What to work on → Exactly reproduce the lines from the line that has "This screenshot has height=465, width=826." down to the last line of the entries, inclusive.

[Collected data entries]
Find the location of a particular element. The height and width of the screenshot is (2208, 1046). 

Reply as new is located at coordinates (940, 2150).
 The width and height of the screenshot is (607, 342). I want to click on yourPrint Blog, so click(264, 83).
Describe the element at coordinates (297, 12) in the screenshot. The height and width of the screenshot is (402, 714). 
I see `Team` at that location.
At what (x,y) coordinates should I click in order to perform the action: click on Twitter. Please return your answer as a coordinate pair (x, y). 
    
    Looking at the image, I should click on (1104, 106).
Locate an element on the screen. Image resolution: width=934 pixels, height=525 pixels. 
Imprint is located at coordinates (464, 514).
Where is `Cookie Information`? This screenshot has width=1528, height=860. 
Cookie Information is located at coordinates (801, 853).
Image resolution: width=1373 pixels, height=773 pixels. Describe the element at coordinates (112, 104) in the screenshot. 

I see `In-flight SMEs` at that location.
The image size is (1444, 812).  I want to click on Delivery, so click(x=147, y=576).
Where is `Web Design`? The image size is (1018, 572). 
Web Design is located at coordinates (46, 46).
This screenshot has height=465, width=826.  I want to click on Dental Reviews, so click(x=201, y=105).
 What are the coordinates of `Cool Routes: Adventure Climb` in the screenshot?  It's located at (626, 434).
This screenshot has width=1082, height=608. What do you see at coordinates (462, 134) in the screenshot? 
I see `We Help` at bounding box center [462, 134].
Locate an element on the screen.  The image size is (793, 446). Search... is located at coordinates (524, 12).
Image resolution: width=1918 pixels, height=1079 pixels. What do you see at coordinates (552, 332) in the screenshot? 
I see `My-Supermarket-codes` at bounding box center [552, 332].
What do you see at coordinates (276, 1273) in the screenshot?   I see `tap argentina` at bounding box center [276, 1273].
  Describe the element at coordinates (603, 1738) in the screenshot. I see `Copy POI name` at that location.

Solution for this problem →
This screenshot has height=465, width=826.  I want to click on Dental Reviews, so click(x=201, y=105).
 What are the coordinates of `Cool Routes: Adventure Climb` in the screenshot?  It's located at (626, 434).
This screenshot has width=1082, height=608. What do you see at coordinates (462, 134) in the screenshot? 
I see `We Help` at bounding box center [462, 134].
Locate an element on the screen.  The image size is (793, 446). Search... is located at coordinates (524, 12).
Image resolution: width=1918 pixels, height=1079 pixels. What do you see at coordinates (552, 332) in the screenshot? 
I see `My-Supermarket-codes` at bounding box center [552, 332].
What do you see at coordinates (276, 1273) in the screenshot?   I see `tap argentina` at bounding box center [276, 1273].
  Describe the element at coordinates (603, 1738) in the screenshot. I see `Copy POI name` at that location.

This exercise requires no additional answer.